Giant Galapagos Tortoises Brought Back From Brink of Extinction

Oct 29, 2014 06:09 AM EDT | Staff Reporter

Conservationists said on Tuesday that they have brought giant tortoises found on the Galapagos island of Espanola back from the brink of extinction. They believe that soon humans might be able to leave the reptiles alone.

The tortoises, which can live for two centuries, now number about 1,000, up from just 15 five decades ago, according to Reuters. Conservationists believe they can now sustain themselves, according to a study published in the scientific journal PLOS ONE.

"We saved a species from the brink of extinction and now can step back out of the process. The tortoises can care for themselves," said James Gibbs, a vertebrate conservation biology professor at the State University of New York (SUNY) College of Environmental Science and Forestry who led the study, according to Reuters.

The Galapagos archipelago, which is located in the Pacific about 600 miles west of Ecuador, is home to a  number of creatures that helped inspire Charles Darwin's theory of evolution by natural selection after visiting in 1835.

Galapagos tortoises measure 3 feet long with a saddle-backed shell. They can live up to 150 or 200 years, eating just grasses and leaves during the wet season and cactus during the dry season on an arid, low, rocky island measuring just 23 square miles, according to Reuters.

The island is now covered with woody vegetation unsuited for tortoises, unlike the grassy place it was once. Gibbs said it could take hundreds of years for cactuses to reach previous levels.

Gibbs said the population numbered around 5,000 to 10,000 tortoises people arrived.

"The tortoises were hunted by buccaneers, whalers and other sea goers throughout the 18th and 19th centuries," said Linda Cayot, a herpetologist who is science advisor to the Galapagos Conservancy group, according to Reuters.

"They collected them live, stacked them in their holds, and had fresh meat on their long voyages. Tortoises can live up to a year without food or water, so a natural source of fresh meat," she added.

By the time the islands were protected as a national park in 1959, the tortoises had been given up as extinct.

Just 14 tortoises were found on Espanola, 12 females and two males. They were taken into captivity and a third male was found in the San Diego Zoo.

The population was rebuilt from those 15 through a breeding program in captivity before they were reintroduced to the island, according to Reuters.

"Nobody knew how to breed tortoises in captivity and the best zoos around the world had failed. The Galapagos National Park figured it out and actually became exceedingly effective at it," Gibbs said.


### [EXERCISE DETAILS]
Every entry, start to finish, should be printed verbatim without pictures.
Segment Start: INPUT FOR THIS TASK
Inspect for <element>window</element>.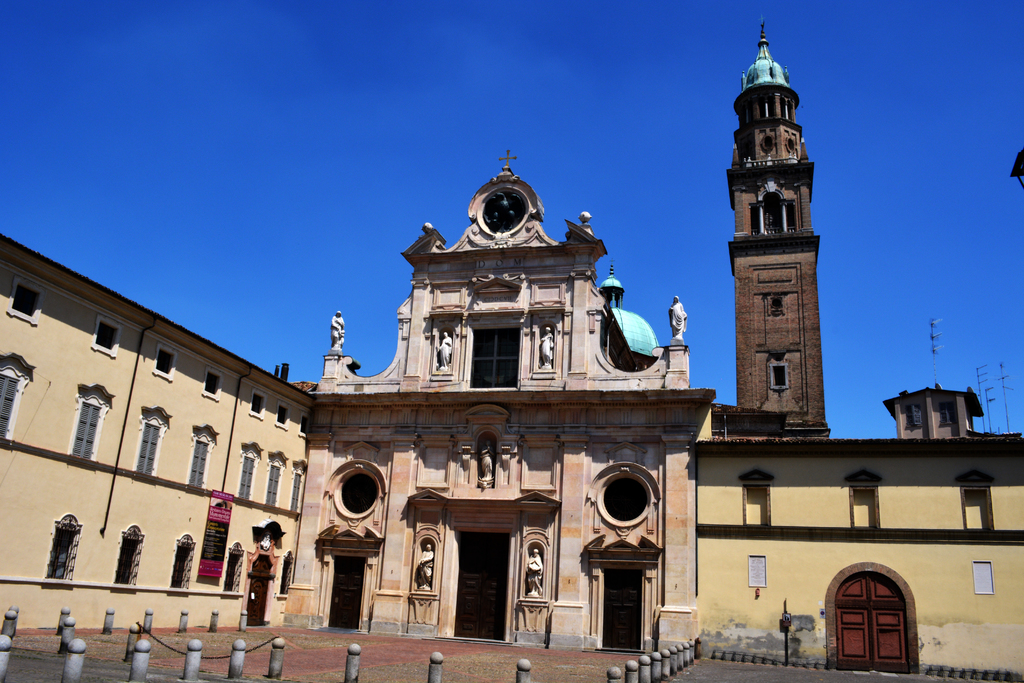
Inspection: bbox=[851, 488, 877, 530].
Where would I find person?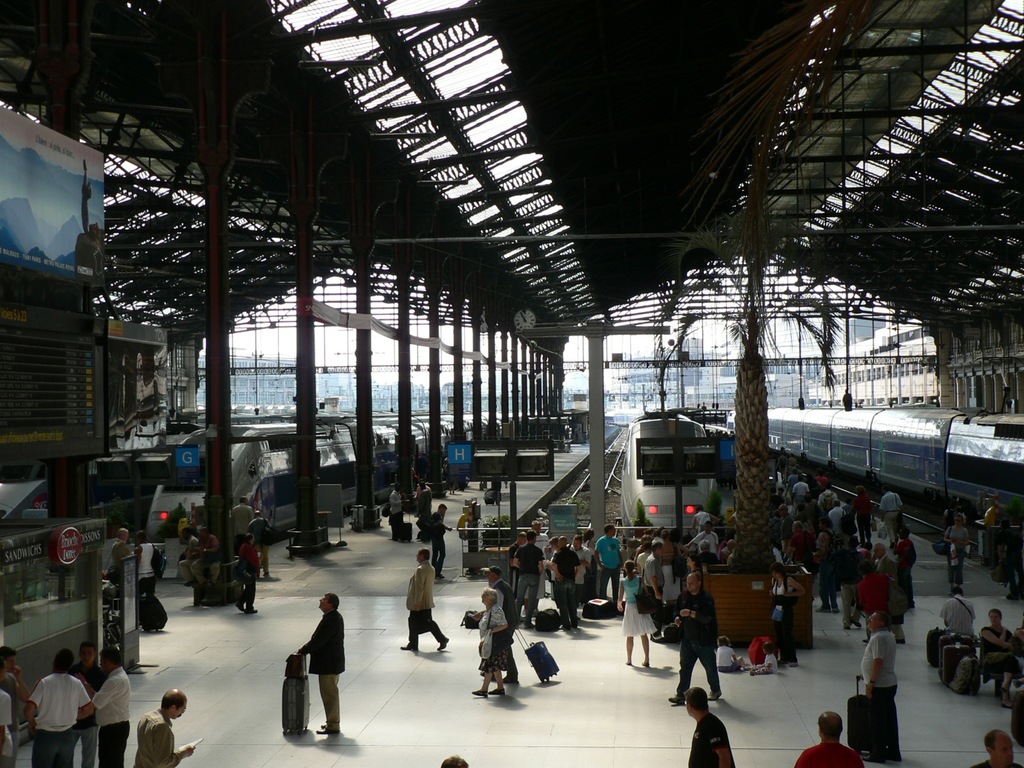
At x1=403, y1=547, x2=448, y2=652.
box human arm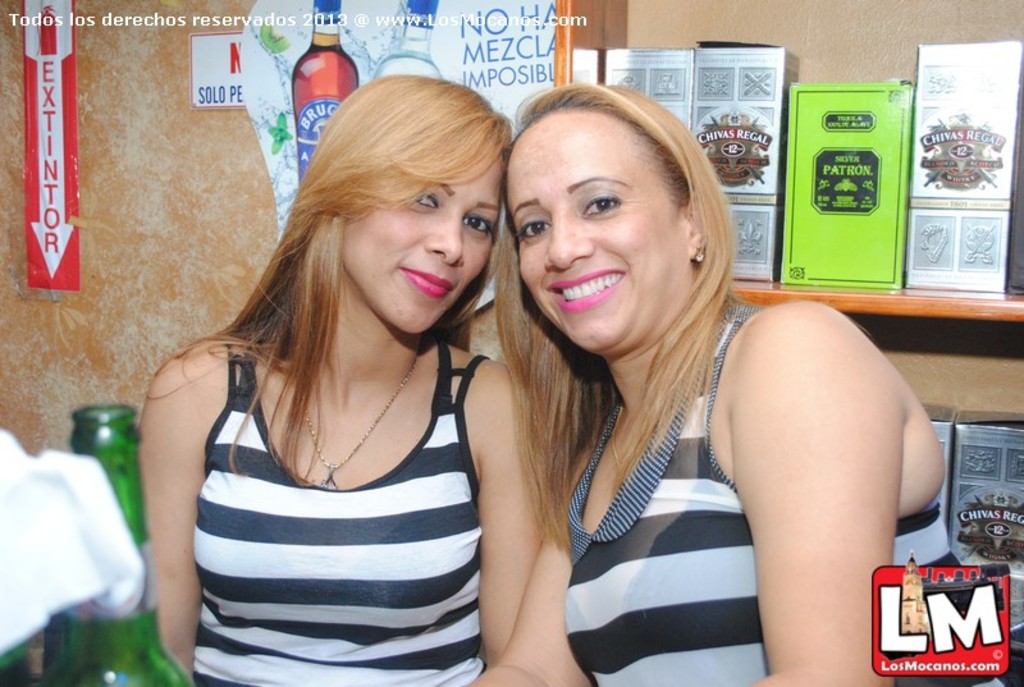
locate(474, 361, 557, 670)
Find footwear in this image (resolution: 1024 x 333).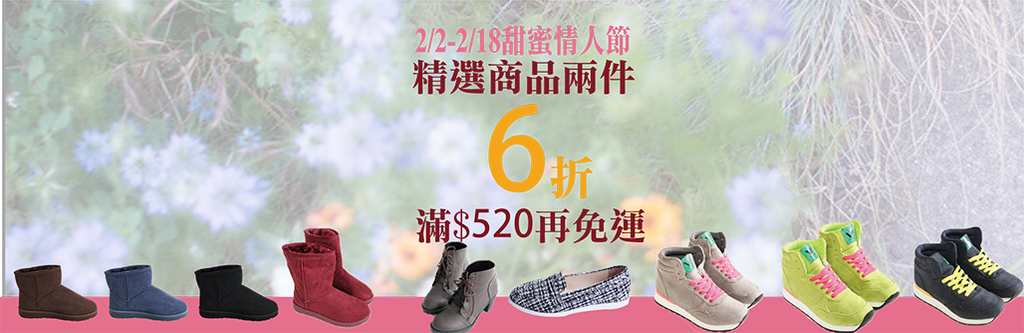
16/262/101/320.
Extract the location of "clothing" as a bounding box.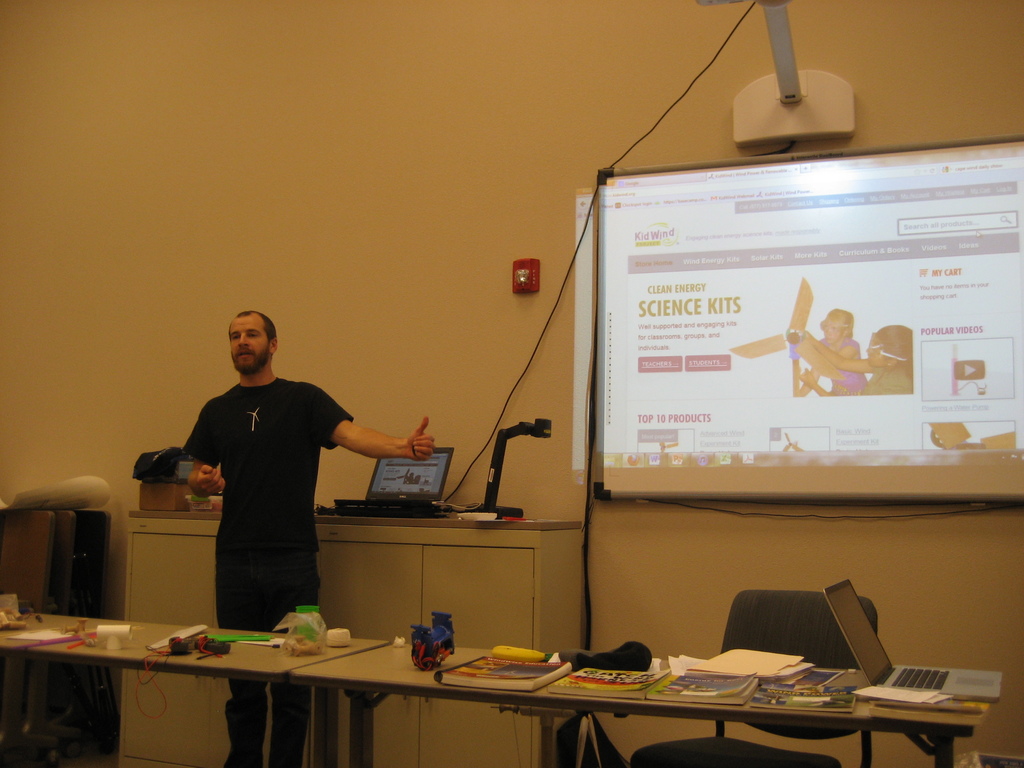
Segment End: INPUT FOR THIS TASK
### [YOUR SOLUTION]
Inspect for <element>window</element>.
Inspection: bbox=[851, 488, 877, 530].
Where would I find person?
At x1=403, y1=547, x2=448, y2=652.
box human arm
locate(474, 361, 557, 670)
Find footwear in this image (resolution: 1024 x 333).
16/262/101/320.
Extract the location of "clothing" as a bounding box.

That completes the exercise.